“No, my yoke is not light;” she said, in that grave, sweet voice of hers, looking down at the mystic purple blossom on her breast, with the symbols of a divine passion at its heart. “I put it on too ignorantly, too confidingly, and at times the duties, the responsibilities, which I assumed with it weigh heavily. I am just learning how beautiful they are, how sacred they should be, and trying to prove worthy of them. I know that Felix did not love as I loved, when he married me,—from pity, I believe. No one told me this: I felt, I guessed it, and would have given him back his liberty, if, after patient trial, I had found that I could not make him happy.”

“Can you?”

“Yes, thank God! not only happy, but good; and henceforth duty is delight, for I can teach him to love as I love, and he is glad to learn of me.”

Months before, when the girl Gladys had betrayed her maiden tenderness, she had glowed like the dawn, and found no language but her blushes; now the woman sat there steadfast and passion-pale, owning her love with the eloquence of fervent speech; both pleading and commanding, in the name of wifehood and motherhood, for the right to claim the man she had won at such cost.

“And if you fail?”

“I shall not fail, unless you come between us. I have won Olivia’s promise not to tempt Felix’s errant fancy with her beauty. Can I not win yours to abstain from troubling his soul with still more harmful trials? It is to ask this that I speak now, and I believe I shall not speak in vain.”

“Why?”

Helwyze bent and looked into her face as he uttered that one word below his breath. He dared do no more; for there was that about her, perilously frank and lovely though she was, which held in check his lawless spirit, and made it reverence, even while it rebelled against her power over him.

She neither shrank nor turned aside, but studied earnestly that unmoved countenance which hid a world of wild emotion so successfully, that even her eyes saw no token of it, except the deepening line between the brows.

“Because I am bold enough to think I know you better even than Olivia does; that you are not cold and cruel, and, having given me the right to live for Felix, you will not disturb our peace; that, if I look into your soul, as I looked into my husband’s, I shall find there what I seek,—justice as well as generosity.”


** What is expected **
In the listing below, find each line that holds "chart" and list it.

** Extracted entries **

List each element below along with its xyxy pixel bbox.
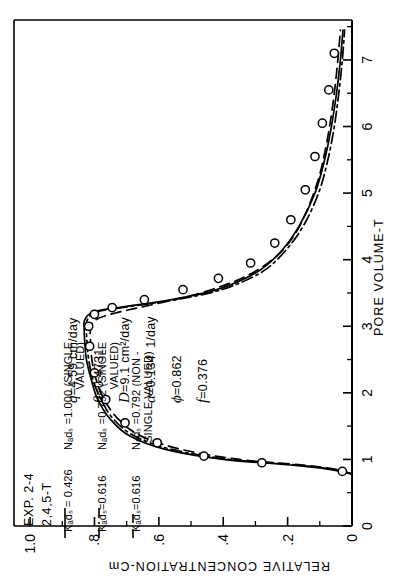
data-point-marker xyxy=(330,49,338,57)
data-point-marker xyxy=(338,467,346,475)
parameter-symbol: q xyxy=(64,395,80,403)
parameter-value: =0.134 1/day xyxy=(144,316,158,395)
series-line-solid xyxy=(84,30,352,474)
series-line-dashdot xyxy=(86,30,352,474)
parameter-row: θ=0.4731 xyxy=(90,348,107,403)
data-point-marker xyxy=(258,459,266,467)
rotated-figure-wrapper: 012345670.2.4.6.81.0 PORE VOLUME-T RELAT… xyxy=(0,0,394,586)
data-point-marker xyxy=(140,296,148,304)
data-point-marker xyxy=(325,86,333,94)
parameter-symbol: f xyxy=(194,399,210,403)
parameter-symbol: θ xyxy=(90,395,106,403)
parameter-symbol: α xyxy=(142,395,158,403)
parameter-value: =9.1 cm²/day xyxy=(118,317,132,392)
x-tick-label: 5 xyxy=(359,189,375,197)
data-point-marker xyxy=(108,304,116,312)
parameter-value: =0.4731 xyxy=(92,348,106,395)
data-point-marker xyxy=(247,259,255,267)
data-point-marker xyxy=(287,216,295,224)
parameter-value: =4.59 cm/day xyxy=(66,318,80,396)
data-point-marker xyxy=(271,239,279,247)
parameter-row: ϕ=0.862 xyxy=(168,355,185,403)
y-tick-label: .4 xyxy=(215,534,231,546)
x-tick-label: 6 xyxy=(359,122,375,130)
y-tick-label: 0 xyxy=(344,534,360,542)
y-axis-title: RELATIVE CONCENTRATION-Cm xyxy=(108,559,330,573)
parameter-row: α=0.134 1/day xyxy=(142,316,159,403)
data-point-marker xyxy=(318,119,326,127)
parameter-value: =0.376 xyxy=(196,359,210,399)
data-point-marker xyxy=(200,452,208,460)
chart-svg: 012345670.2.4.6.81.0 xyxy=(0,0,394,586)
parameter-symbol: ϕ xyxy=(168,395,184,403)
parameter-row: f=0.376 xyxy=(194,359,211,403)
data-point-marker xyxy=(301,186,309,194)
data-point-marker xyxy=(311,152,319,160)
data-point-marker xyxy=(85,322,93,330)
x-tick-label: 0 xyxy=(359,522,375,530)
y-tick-label: .2 xyxy=(280,534,296,546)
experiment-label: EXP. 2-4 xyxy=(22,473,36,526)
data-point-marker xyxy=(121,419,129,427)
figure-canvas: 012345670.2.4.6.81.0 PORE VOLUME-T RELAT… xyxy=(0,0,394,586)
y-tick-label: 1.0 xyxy=(22,534,38,554)
parameter-row: q=4.59 cm/day xyxy=(64,318,81,404)
data-point-marker xyxy=(179,286,187,294)
data-point-marker xyxy=(90,310,98,318)
x-tick-label: 2 xyxy=(359,389,375,397)
compound-label: 2,4,5-T xyxy=(40,482,54,526)
parameter-symbol: D xyxy=(116,392,132,403)
parameter-value: =0.862 xyxy=(170,355,184,395)
plot-area: 012345670.2.4.6.81.0 PORE VOLUME-T RELAT… xyxy=(0,0,394,586)
parameter-row: D=9.1 cm²/day xyxy=(116,317,133,403)
x-tick-label: 7 xyxy=(359,56,375,64)
x-tick-label: 1 xyxy=(359,455,375,463)
data-point-marker xyxy=(214,274,222,282)
x-axis-title: PORE VOLUME-T xyxy=(372,218,386,336)
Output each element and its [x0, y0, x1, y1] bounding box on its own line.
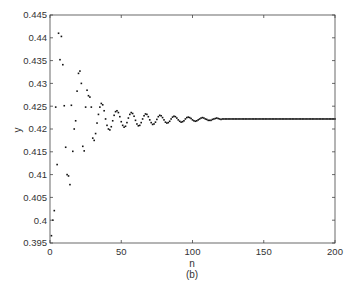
data-point: [65, 146, 67, 148]
data-point: [169, 120, 171, 122]
data-point: [193, 120, 195, 122]
data-point: [72, 151, 74, 153]
y-tick-label: 0.435: [23, 55, 47, 66]
x-tick-label: 200: [327, 246, 343, 257]
data-point: [66, 174, 68, 176]
data-point: [263, 118, 265, 120]
data-point: [153, 123, 155, 125]
data-point: [122, 125, 124, 127]
x-axis-label: n: [189, 258, 195, 269]
data-point: [321, 118, 323, 120]
scatter-chart: 0.3950.40.4050.410.4150.420.4250.430.435…: [0, 0, 357, 291]
x-tick-label: 100: [185, 246, 201, 257]
data-point: [71, 104, 73, 106]
data-point: [58, 32, 60, 34]
data-point: [53, 210, 55, 212]
data-point: [172, 116, 174, 118]
y-tick-label: 0.425: [23, 101, 47, 112]
data-point: [138, 125, 140, 127]
data-point: [115, 111, 117, 113]
data-point: [55, 106, 57, 108]
data-point: [249, 118, 251, 120]
data-point: [243, 118, 245, 120]
y-tick-label: 0.405: [23, 192, 47, 203]
data-point: [179, 120, 181, 122]
data-point: [256, 118, 258, 120]
subfigure-label: (b): [186, 269, 198, 280]
data-point: [176, 117, 178, 119]
data-point: [229, 118, 231, 120]
data-point: [309, 118, 311, 120]
data-point: [260, 118, 262, 120]
data-point: [220, 119, 222, 121]
data-point: [213, 118, 215, 120]
data-point: [239, 118, 241, 120]
data-point: [313, 118, 315, 120]
y-tick-label: 0.445: [23, 9, 47, 20]
data-point: [269, 118, 271, 120]
data-point: [88, 95, 90, 97]
data-point: [284, 118, 286, 120]
data-point: [120, 121, 122, 123]
data-point: [91, 106, 93, 108]
data-point: [262, 118, 264, 120]
data-point: [242, 118, 244, 120]
data-point: [136, 123, 138, 125]
data-point: [112, 120, 114, 122]
data-point: [296, 118, 298, 120]
data-point: [51, 235, 53, 237]
data-point: [142, 118, 144, 120]
data-point: [192, 119, 194, 121]
data-point: [62, 64, 64, 66]
data-point: [56, 164, 58, 166]
data-point: [110, 126, 112, 128]
data-point: [202, 117, 204, 119]
data-point: [156, 119, 158, 121]
data-point: [290, 118, 292, 120]
axes-frame: [50, 15, 335, 243]
data-point: [132, 113, 134, 115]
data-point: [133, 115, 135, 117]
data-point: [166, 122, 168, 124]
data-point: [320, 118, 322, 120]
data-point: [299, 118, 301, 120]
data-point: [150, 122, 152, 124]
data-point: [327, 118, 329, 120]
data-point: [106, 125, 108, 127]
data-point: [324, 118, 326, 120]
data-point: [108, 128, 110, 130]
data-point: [167, 122, 169, 124]
data-point: [217, 118, 219, 120]
y-tick-label: 0.415: [23, 146, 47, 157]
data-point: [306, 118, 308, 120]
data-point: [139, 125, 141, 127]
data-point: [206, 119, 208, 121]
data-point: [89, 96, 91, 98]
data-point: [93, 140, 95, 142]
data-point: [119, 116, 121, 118]
data-point: [281, 118, 283, 120]
data-point: [82, 146, 84, 148]
data-point: [237, 118, 239, 120]
plot-area: [51, 32, 336, 236]
data-point: [196, 120, 198, 122]
data-point: [300, 118, 302, 120]
data-point: [59, 59, 61, 61]
data-point: [190, 118, 192, 120]
data-point: [246, 118, 248, 120]
data-point: [294, 118, 296, 120]
data-point: [297, 118, 299, 120]
data-point: [303, 118, 305, 120]
data-point: [69, 184, 71, 186]
data-point: [329, 118, 331, 120]
data-point: [63, 105, 65, 107]
data-point: [205, 118, 207, 120]
data-point: [78, 73, 80, 75]
data-point: [130, 112, 132, 114]
data-point: [187, 116, 189, 118]
data-point: [209, 120, 211, 122]
data-point: [307, 118, 309, 120]
data-point: [223, 118, 225, 120]
data-point: [240, 118, 242, 120]
data-point: [128, 117, 130, 119]
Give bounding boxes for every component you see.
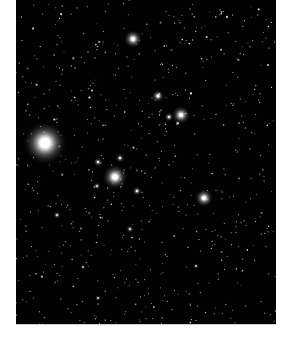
faint-star <box>220 49 222 51</box>
faint-star <box>159 160 160 161</box>
faint-star <box>124 314 125 315</box>
faint-star <box>74 162 75 163</box>
faint-star <box>76 304 77 305</box>
faint-star <box>178 294 179 295</box>
faint-star <box>87 132 88 133</box>
faint-star <box>265 37 266 38</box>
faint-star <box>136 170 138 172</box>
faint-star <box>189 98 190 99</box>
faint-star <box>184 177 185 178</box>
faint-star <box>235 41 236 42</box>
faint-star <box>65 159 66 160</box>
faint-star <box>231 232 232 233</box>
faint-star <box>60 85 61 86</box>
faint-star <box>124 111 126 113</box>
faint-star <box>224 269 225 270</box>
bright-star <box>56 214 58 216</box>
faint-star <box>31 246 32 247</box>
faint-star <box>69 209 70 210</box>
faint-star <box>259 102 260 103</box>
faint-star <box>232 105 233 106</box>
faint-star <box>230 318 231 319</box>
faint-star <box>102 217 103 218</box>
faint-star <box>209 11 210 12</box>
faint-star <box>240 285 241 286</box>
faint-star <box>181 177 182 178</box>
faint-star <box>57 35 58 36</box>
faint-star <box>102 138 103 139</box>
faint-star <box>130 167 131 168</box>
faint-star <box>111 249 112 250</box>
faint-star <box>59 68 60 69</box>
faint-star <box>61 204 62 205</box>
faint-star <box>33 5 34 6</box>
faint-star <box>270 314 271 315</box>
faint-star <box>95 318 96 319</box>
faint-star <box>70 245 71 246</box>
faint-star <box>88 88 90 90</box>
faint-star <box>267 231 268 232</box>
faint-star <box>103 31 104 32</box>
faint-star <box>275 310 276 312</box>
faint-star <box>257 14 259 16</box>
faint-star <box>192 39 193 40</box>
faint-star <box>99 120 100 121</box>
faint-star <box>212 231 213 232</box>
faint-star <box>26 301 27 302</box>
faint-star <box>243 122 244 123</box>
faint-star <box>172 94 173 95</box>
faint-star <box>104 124 106 126</box>
faint-star <box>187 246 189 248</box>
faint-star <box>168 69 169 70</box>
faint-star <box>261 301 262 302</box>
faint-star <box>129 0 130 1</box>
faint-star <box>186 267 187 268</box>
faint-star <box>141 311 142 312</box>
faint-star <box>249 149 250 150</box>
faint-star <box>162 300 163 301</box>
faint-star <box>269 123 270 124</box>
faint-star <box>233 196 234 197</box>
faint-star <box>190 305 191 306</box>
faint-star <box>60 299 61 300</box>
faint-star <box>61 174 63 176</box>
faint-star <box>220 13 222 15</box>
faint-star <box>159 124 160 125</box>
faint-star <box>162 64 163 65</box>
faint-star <box>185 89 186 90</box>
faint-star <box>54 264 55 265</box>
faint-star <box>263 180 265 182</box>
faint-star <box>205 80 206 81</box>
faint-star <box>268 48 269 49</box>
faint-star <box>91 123 92 124</box>
faint-star <box>90 255 91 256</box>
faint-star <box>274 42 275 43</box>
faint-star <box>124 144 125 145</box>
faint-star <box>258 99 259 100</box>
faint-star <box>203 61 204 62</box>
faint-star <box>194 115 195 116</box>
faint-star <box>214 244 215 245</box>
faint-star <box>222 192 223 193</box>
faint-star <box>122 210 123 211</box>
faint-star <box>59 161 60 162</box>
faint-star <box>16 302 17 303</box>
faint-star <box>56 273 58 275</box>
faint-star <box>242 46 243 47</box>
faint-star <box>91 89 93 91</box>
faint-star <box>43 66 44 67</box>
faint-star <box>262 168 263 169</box>
faint-star <box>85 208 86 209</box>
faint-star <box>79 320 80 321</box>
faint-star <box>194 205 195 206</box>
faint-star <box>56 122 57 123</box>
faint-star <box>179 20 180 21</box>
bright-star <box>157 95 160 98</box>
faint-star <box>88 250 89 251</box>
faint-star <box>150 219 151 220</box>
faint-star <box>162 272 163 273</box>
faint-star <box>43 93 44 94</box>
faint-star <box>173 235 175 237</box>
faint-star <box>86 262 87 263</box>
faint-star <box>78 157 79 158</box>
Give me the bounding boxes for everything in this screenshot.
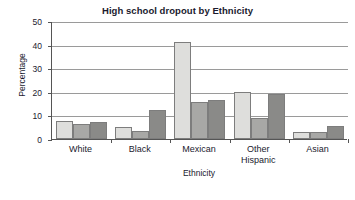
plot-area: 01020304050 — [51, 22, 347, 140]
bar — [191, 102, 208, 139]
bar-group — [111, 21, 170, 139]
bar — [208, 100, 225, 139]
group-separator — [170, 139, 171, 143]
x-tick-label: Mexican — [169, 144, 228, 155]
y-tick-label: 20 — [33, 88, 42, 98]
x-tick-label: Asian — [288, 144, 347, 155]
bar — [56, 121, 73, 139]
bar-group — [170, 21, 229, 139]
chart-title: High school dropout by Ethnicity — [0, 5, 355, 16]
x-tick-label: White — [51, 144, 110, 155]
y-tick-mark: 0 — [48, 140, 52, 141]
y-axis-label: Percentage — [17, 40, 27, 110]
bar — [310, 132, 327, 139]
y-tick-label: 30 — [33, 64, 42, 74]
group-separator — [230, 139, 231, 143]
x-tick-label: Black — [110, 144, 169, 155]
x-axis-label: Ethnicity — [51, 168, 347, 178]
bar — [174, 42, 191, 139]
chart-figure: High school dropout by Ethnicity Percent… — [0, 0, 355, 200]
bar — [293, 132, 310, 139]
x-tick-label: OtherHispanic — [229, 144, 288, 166]
bar — [327, 126, 344, 139]
bar-group — [52, 21, 111, 139]
bar — [149, 110, 166, 139]
bar — [132, 131, 149, 139]
bar — [115, 127, 132, 139]
bar — [90, 122, 107, 139]
bar — [73, 124, 90, 139]
group-separator — [289, 139, 290, 143]
y-tick-label: 0 — [37, 135, 42, 145]
bars-layer — [52, 21, 348, 139]
bar — [234, 92, 251, 139]
bar — [251, 118, 268, 139]
group-separator — [348, 139, 349, 143]
bar-group — [289, 21, 348, 139]
bar-group — [230, 21, 289, 139]
y-tick-label: 40 — [33, 41, 42, 51]
bar — [268, 94, 285, 139]
y-tick-label: 50 — [33, 17, 42, 27]
group-separator — [111, 139, 112, 143]
y-tick-label: 10 — [33, 111, 42, 121]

** Expected output **
chart-svg: 012345670.2.4.6.81.0 xyxy=(0,0,394,586)
scatter-chart: 0.3950.40.4050.410.4150.420.4250.430.435…: [0, 0, 357, 291]
chart-title: High school dropout by Ethnicity — [0, 5, 355, 16]
chart-figure: High school dropout by Ethnicity Percent… — [0, 0, 355, 200]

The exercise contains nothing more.